Sunday, January 6, 2008

My Own Epiphany — Listening to "The Voice of the Water"

I've been wondering when I would have an inspiration upon which to base my first blog entry of the New Year... and how appropriate that the epiphany I was looking for came during the UUC service I attended today on Epiphany Sunday. My first hint was from the weekly bulletin, in A Thought Before the Service Begins click here for Full Size image:
If you want to build a ship, don't drum up people to collect wood and don't assign them tasks and work, but rather teach them to long for the endless immensity of the sea.
—Antoine de Saint-Exupery

The image of our "First Parish Church" — shown on the right — is from early October, so it's not the Wintery snow banks that I saw there today. But I like this image because it shows the changing of the seasons — just like we were doing today with Elea's sabbatical.

Below is the Rumi poem, read by Becky Pine during the Chalice lighting today.
   Everywhere, something begins to arrive
every soul is seeking truth; every soul parched with thirst
they've all heard the voice of the quencher of thirst
everyone tastes the love, everyone tastes the milk
anxious to know from where wisdom begins to arrive
waiting in fever; wondering ceaselessly
when will that final union begin to arrive
people of all beliefs raising their hands to the sky
their chanting voices in unison begin to arrive
how happy is the one whose heart's ear
hears that special voice as it begins to arrive
clear your ears, my friend, from all expectations
so you can hear the sound as it begins to arrive
if your eyes are marred with petty visions
wash them with tears
your teardrops are healers as they begin to arrive
keep silence, don't rush to finish your poem
the finisher of the poem,
the creator of the word, will begin to arrive
               —Rumi, 13th-century poet
Becky's poem opened my mind to listening for and really hearing "The Voice of the Water" — the metaphor we have chosen to symbolize our congregation's quest for spiritual rejuvenation which we will be doing over the next four months during Elea's sabbatical. Ever since I first read Hermann Hesse's Siddhartha as a teenager, appreciating the sound of the water (and the wind, and most of nature)... have brought me closer to my true inner self. So I'm totally on board with this metaphor!! click here for Full Size imageAs background for this journey, I offer an audio-made-into-video of Rev. Elea's sermon on "Grace". Described also in my sister Nanci's "Gifts of Grace" blog, click on Part 1, Part 2, or Part 3 of "The Breath of Something Incomprehensible", divided into clips solely due to YouTube size limitations.

1 comment:

Anonymous said...

I came across the utube video/sermon about Grace that you posted, it was beautiful. Below is a page from Walden, it always reminds me of Grace:

[19] A single gentle rain makes the grass many shades greener. So our prospects brighten on the influx of better thoughts. We should be blessed if we lived in the present always, and took advantage of every accident that befell us, like the grass which confesses the influence of the slightest dew that falls on it; and did not spend our time in atoning for the neglect of past opportunities, which we call doing our duty. We loiter in winter while it is already spring. In a pleasant spring morning all men's sins are forgiven. Such a day is a truce to vice. While such a sun holds out to burn, the vilest sinner may return. Through our own recovered innocence we discern the innocence of our neighbors. You may have known your neighbor yesterday for a thief, a drunkard, or a sensualist, and merely pitied or despised him, and despaired of the world; but the sun shines bright and warm this first spring morning, recreating the world, and you meet him at some serene work, and see how it is exhausted and debauched veins expand with still joy and bless the new day, feel the spring influence with the innocence of infancy, and all his faults are forgotten. There is not only an atmosphere of good will about him, but even a savor of holiness groping for expression, blindly and ineffectually perhaps, like a new-born instinct, and for a short hour the south hill-side echoes to no vulgar jest. You see some innocent fair shoots preparing to burst from his gnarled rind and try another year's life, tender and fresh as the youngest plant. Even he has entered into the joy of his Lord. Why the jailer does not leave open his prison doors — why the judge does not dismis his case — why the preacher does not dismiss his congregation! It is because they do not obey the hint which God gives them, nor accept the pardon which he freely offers to all.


### Problem requirements
Find every line below with the string "grid" and pick it out.

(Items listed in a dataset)
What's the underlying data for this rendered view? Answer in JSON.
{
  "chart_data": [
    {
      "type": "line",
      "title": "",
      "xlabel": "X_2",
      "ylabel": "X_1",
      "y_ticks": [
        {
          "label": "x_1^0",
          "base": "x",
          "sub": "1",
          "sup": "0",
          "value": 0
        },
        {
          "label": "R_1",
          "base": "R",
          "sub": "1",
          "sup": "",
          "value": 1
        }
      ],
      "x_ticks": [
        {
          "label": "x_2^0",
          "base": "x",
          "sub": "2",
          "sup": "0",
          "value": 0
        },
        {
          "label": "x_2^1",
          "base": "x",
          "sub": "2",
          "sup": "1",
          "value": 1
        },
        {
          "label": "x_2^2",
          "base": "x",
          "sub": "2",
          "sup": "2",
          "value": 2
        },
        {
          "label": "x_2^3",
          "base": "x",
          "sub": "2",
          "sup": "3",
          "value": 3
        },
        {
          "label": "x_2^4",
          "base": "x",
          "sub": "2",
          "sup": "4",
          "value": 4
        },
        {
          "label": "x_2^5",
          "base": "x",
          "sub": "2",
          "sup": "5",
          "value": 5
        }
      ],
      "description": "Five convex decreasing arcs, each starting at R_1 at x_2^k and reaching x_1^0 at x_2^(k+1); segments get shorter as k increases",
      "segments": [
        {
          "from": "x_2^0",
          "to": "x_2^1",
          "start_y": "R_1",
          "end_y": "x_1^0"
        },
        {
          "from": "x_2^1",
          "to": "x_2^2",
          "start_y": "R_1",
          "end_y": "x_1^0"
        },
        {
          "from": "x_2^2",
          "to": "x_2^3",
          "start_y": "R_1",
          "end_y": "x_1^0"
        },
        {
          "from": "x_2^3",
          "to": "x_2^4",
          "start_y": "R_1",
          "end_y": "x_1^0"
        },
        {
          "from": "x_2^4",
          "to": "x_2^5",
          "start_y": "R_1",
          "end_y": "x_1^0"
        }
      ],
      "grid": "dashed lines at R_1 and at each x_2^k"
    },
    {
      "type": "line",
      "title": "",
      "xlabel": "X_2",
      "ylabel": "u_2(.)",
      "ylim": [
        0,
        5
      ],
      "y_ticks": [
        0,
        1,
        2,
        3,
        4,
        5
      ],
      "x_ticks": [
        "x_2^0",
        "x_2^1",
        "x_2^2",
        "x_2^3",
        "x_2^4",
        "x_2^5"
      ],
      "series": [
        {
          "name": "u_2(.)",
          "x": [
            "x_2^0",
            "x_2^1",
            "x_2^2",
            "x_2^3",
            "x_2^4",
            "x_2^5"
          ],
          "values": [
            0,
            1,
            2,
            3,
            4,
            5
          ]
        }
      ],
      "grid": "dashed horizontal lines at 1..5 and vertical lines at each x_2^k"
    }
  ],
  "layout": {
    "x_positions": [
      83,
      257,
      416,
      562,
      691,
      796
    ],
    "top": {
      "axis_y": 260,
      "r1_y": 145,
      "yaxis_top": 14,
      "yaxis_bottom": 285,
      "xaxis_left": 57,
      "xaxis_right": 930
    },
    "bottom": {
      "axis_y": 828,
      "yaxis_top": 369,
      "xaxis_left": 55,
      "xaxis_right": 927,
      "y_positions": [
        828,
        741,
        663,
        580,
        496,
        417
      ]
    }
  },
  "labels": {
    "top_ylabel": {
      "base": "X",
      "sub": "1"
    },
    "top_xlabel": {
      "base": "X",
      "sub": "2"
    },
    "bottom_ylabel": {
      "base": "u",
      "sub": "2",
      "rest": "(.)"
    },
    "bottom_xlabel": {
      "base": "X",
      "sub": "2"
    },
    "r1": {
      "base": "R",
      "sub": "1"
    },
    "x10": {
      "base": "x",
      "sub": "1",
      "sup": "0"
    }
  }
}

### Result of this task
      "grid": "dashed lines at R_1 and at each x_2^k"
      "grid": "dashed horizontal lines at 1..5 and vertical lines at each x_2^k"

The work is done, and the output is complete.